We pulled up in front of Veronica’s huge white Colonial with its pretty red door and black shutters. I spotted Jackson’s and Oliver’s cars.

“Ready?” he asked.

“Not really,” I said. “But I am looking forward to seeing my sisters and Oscar. Oscar is so cute and so tiny. And my only relative who’s not judging me.”

He smiled and came around the car to open my door for me. Nice gesture.

Veronica was already at the door before we walked up the path. “Abby! Lovely to see you,” she said, hands on both my shoulders as she air-kissed me somewhere near my cheek. She smelled so strongly of perfume. “Detective Orr,” she said to Ben, taking his hand in both of hers as though he were an old family friend. “Thank you so much for agreeing to join us for this special occasion. Come in.”

Something smelled delicious—it was fried chicken and corn on the cob and garlic mashed potatoes, my father’s favorite meal.

“Opal’s trying on some of my jewelry for the wedding,” Veronica said. “And Olivia’s changing Oscar, but they’ll both be down in a moment. Help yourself to drinks,” she added, gesturing at the bar.

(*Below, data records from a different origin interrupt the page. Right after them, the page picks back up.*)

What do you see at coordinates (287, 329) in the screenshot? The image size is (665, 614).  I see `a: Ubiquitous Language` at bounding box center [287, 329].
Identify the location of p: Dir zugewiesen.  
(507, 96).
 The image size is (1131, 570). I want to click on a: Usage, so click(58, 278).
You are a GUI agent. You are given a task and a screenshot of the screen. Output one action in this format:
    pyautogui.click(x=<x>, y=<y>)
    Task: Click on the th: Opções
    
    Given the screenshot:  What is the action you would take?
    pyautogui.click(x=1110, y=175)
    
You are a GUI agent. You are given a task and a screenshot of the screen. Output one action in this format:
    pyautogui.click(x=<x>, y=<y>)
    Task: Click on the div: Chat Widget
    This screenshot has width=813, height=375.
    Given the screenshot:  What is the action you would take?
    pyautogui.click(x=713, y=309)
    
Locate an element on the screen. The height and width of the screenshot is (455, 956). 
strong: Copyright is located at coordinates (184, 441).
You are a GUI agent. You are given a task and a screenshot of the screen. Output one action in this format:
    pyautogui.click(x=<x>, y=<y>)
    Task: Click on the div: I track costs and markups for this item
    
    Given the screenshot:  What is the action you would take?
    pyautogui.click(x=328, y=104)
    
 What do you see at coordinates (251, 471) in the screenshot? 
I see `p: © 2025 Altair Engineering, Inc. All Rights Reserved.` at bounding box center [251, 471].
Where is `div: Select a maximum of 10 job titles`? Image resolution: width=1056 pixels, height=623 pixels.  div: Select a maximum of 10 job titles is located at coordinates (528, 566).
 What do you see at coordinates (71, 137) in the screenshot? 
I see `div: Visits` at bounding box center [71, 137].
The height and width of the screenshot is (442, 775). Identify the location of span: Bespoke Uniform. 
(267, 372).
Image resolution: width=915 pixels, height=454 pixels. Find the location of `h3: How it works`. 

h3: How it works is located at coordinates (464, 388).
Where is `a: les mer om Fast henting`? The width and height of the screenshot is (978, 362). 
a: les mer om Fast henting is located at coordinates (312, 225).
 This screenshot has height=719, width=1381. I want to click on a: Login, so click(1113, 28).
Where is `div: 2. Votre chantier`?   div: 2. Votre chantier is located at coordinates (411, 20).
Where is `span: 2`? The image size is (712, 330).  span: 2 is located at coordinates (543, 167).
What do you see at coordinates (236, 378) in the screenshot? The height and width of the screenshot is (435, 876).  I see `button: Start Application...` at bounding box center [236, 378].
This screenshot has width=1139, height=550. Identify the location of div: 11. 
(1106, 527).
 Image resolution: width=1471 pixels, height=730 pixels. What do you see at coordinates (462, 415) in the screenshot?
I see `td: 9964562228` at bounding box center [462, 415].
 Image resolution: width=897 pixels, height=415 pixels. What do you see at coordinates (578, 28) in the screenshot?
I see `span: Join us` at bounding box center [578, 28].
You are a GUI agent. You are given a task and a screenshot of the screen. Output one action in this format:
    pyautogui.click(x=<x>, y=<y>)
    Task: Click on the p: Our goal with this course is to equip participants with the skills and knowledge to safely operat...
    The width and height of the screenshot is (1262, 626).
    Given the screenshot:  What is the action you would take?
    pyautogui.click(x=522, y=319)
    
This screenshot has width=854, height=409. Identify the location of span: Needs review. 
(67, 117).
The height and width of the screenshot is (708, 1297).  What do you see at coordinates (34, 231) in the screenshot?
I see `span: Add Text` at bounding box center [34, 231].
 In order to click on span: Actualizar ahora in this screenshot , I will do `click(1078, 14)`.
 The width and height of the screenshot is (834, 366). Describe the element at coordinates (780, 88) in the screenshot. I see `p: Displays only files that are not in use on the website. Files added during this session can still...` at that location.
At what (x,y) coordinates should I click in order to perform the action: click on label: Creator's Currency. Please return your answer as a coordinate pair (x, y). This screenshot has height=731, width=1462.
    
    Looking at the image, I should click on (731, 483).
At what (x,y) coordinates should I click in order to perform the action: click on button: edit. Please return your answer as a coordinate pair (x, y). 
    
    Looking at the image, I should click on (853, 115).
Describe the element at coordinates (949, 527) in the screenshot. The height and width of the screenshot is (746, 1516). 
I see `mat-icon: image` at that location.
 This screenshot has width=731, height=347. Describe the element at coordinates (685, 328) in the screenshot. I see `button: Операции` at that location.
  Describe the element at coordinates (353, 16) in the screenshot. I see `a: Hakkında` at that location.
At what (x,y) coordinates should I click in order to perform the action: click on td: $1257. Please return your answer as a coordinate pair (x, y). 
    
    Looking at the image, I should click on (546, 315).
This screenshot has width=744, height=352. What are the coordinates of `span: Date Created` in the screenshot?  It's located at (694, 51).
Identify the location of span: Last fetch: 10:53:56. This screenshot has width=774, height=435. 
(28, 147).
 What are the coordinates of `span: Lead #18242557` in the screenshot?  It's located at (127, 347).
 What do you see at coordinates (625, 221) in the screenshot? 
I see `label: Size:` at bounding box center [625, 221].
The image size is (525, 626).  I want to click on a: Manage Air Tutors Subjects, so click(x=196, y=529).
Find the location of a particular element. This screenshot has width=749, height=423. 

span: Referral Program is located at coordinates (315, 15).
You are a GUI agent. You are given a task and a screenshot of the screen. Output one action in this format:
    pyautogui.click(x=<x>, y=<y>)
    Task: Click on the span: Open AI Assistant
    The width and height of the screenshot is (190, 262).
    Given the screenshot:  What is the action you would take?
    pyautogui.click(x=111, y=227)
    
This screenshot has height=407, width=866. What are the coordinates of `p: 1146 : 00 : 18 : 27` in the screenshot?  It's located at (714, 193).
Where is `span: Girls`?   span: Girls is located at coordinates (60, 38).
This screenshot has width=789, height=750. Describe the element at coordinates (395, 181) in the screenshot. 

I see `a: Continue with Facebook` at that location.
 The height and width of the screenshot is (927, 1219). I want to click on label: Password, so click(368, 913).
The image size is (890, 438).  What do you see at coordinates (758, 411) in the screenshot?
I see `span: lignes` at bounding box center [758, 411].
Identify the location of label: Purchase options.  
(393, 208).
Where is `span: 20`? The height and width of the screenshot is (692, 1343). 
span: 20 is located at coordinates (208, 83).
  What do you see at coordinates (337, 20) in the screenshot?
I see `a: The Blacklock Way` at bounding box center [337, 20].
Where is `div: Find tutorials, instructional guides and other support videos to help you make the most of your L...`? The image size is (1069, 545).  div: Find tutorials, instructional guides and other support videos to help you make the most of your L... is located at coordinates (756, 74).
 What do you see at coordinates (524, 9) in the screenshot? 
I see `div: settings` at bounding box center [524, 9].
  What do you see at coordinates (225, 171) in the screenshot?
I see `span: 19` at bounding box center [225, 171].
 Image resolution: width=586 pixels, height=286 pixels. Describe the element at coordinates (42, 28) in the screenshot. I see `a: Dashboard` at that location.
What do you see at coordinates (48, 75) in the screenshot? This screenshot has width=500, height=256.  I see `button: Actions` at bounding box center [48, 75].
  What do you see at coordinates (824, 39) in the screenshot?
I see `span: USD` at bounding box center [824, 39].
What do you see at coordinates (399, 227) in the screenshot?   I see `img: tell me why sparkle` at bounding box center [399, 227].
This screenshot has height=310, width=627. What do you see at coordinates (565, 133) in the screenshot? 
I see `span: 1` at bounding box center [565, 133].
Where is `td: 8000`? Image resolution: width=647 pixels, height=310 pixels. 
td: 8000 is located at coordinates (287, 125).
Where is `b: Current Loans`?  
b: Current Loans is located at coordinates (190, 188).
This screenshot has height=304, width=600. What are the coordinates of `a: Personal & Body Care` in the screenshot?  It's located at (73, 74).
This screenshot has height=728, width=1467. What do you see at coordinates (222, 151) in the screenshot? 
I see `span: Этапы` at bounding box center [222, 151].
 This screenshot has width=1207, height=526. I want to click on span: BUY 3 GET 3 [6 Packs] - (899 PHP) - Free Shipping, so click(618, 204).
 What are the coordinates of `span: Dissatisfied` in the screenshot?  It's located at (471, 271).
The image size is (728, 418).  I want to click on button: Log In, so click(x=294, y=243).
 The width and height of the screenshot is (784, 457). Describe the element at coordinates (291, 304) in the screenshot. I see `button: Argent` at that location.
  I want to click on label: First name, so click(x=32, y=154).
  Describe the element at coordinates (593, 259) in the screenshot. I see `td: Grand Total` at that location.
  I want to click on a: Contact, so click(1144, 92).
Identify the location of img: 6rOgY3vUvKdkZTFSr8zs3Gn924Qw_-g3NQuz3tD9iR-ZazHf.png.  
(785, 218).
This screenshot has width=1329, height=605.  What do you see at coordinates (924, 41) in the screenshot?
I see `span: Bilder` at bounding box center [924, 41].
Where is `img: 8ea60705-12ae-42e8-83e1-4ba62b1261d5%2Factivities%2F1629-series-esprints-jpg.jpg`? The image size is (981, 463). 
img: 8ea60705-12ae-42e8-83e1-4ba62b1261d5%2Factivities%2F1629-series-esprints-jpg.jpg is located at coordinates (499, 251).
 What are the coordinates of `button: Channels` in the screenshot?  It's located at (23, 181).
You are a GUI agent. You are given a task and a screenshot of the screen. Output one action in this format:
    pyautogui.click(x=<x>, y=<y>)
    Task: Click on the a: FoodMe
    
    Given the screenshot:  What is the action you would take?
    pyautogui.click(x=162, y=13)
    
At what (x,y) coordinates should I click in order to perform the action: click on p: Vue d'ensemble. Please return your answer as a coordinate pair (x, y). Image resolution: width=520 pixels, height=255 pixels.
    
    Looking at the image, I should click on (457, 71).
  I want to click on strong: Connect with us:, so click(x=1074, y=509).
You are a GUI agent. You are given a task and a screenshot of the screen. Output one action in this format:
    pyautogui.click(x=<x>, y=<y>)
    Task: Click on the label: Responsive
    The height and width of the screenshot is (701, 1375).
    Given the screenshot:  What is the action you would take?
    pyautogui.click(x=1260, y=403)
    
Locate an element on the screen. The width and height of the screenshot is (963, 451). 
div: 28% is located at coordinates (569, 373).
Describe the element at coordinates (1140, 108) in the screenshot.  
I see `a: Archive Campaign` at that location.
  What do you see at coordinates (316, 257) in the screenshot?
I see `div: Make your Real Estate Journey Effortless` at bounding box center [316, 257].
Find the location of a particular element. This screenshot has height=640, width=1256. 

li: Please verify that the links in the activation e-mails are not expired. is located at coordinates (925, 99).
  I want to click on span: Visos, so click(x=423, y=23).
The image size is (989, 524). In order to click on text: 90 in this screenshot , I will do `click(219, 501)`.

Ben got us both club sodas, and we sat down with Veronica in her formal living room, which I was rarely allowed to enter as a kid.

“And of course you’ll come with Abby to Opal and Jackson’s wedding shower next week,” Veronica said to Ben. “The wedding itself is in three weeks. You’ll come to that, too, of course.”

“If necessary,” Ben said.

My heart leaped and sank simultaneously.
If necessary
meant if the killer wasn’t caught and I was still the prime suspect. I wanted the killer caught. But I also wanted Ben to be my chaperone to everything. The grocery store. The dentist. Opal’s wedding.

That would be that, I supposed, when the killer was caught. Ben would move on to some other case. He’d semi-romance some other suspect. There would be no reason for him to be in my life.

Opal and Jackson came downstairs and made nervous small talk with me and Ben for a few minutes. Jackson asked Ben question after question about the “gnarliest shit” he’d seen, and Ben told a funny story that shouldn’t have been funny but was because Ben was Ben and had charisma and charm and delivery.

“He is so cute,” Olivia whispered to me at the bar. I hadn’t even heard her come into the room. Oscar was wide awake in her arms, his tiny slate-blue eyes staring at me.

“Oscar or Ben?” I whispered back with a smile. “It’s a toss-up who’s cuter.”

“Are you two dating?” she asked.

“I wish,” I said. “Unfortunately Ben is very professional. Oh, and he thinks I’m probably guilty of killing Ted.”

“How are you holding up?” she asked. “I can’t even imagine what you’re going through.”

“I’m okay,” I said. “I’ve got good friends. And…”

I was about to say “Ben,” but that didn’t make any sense.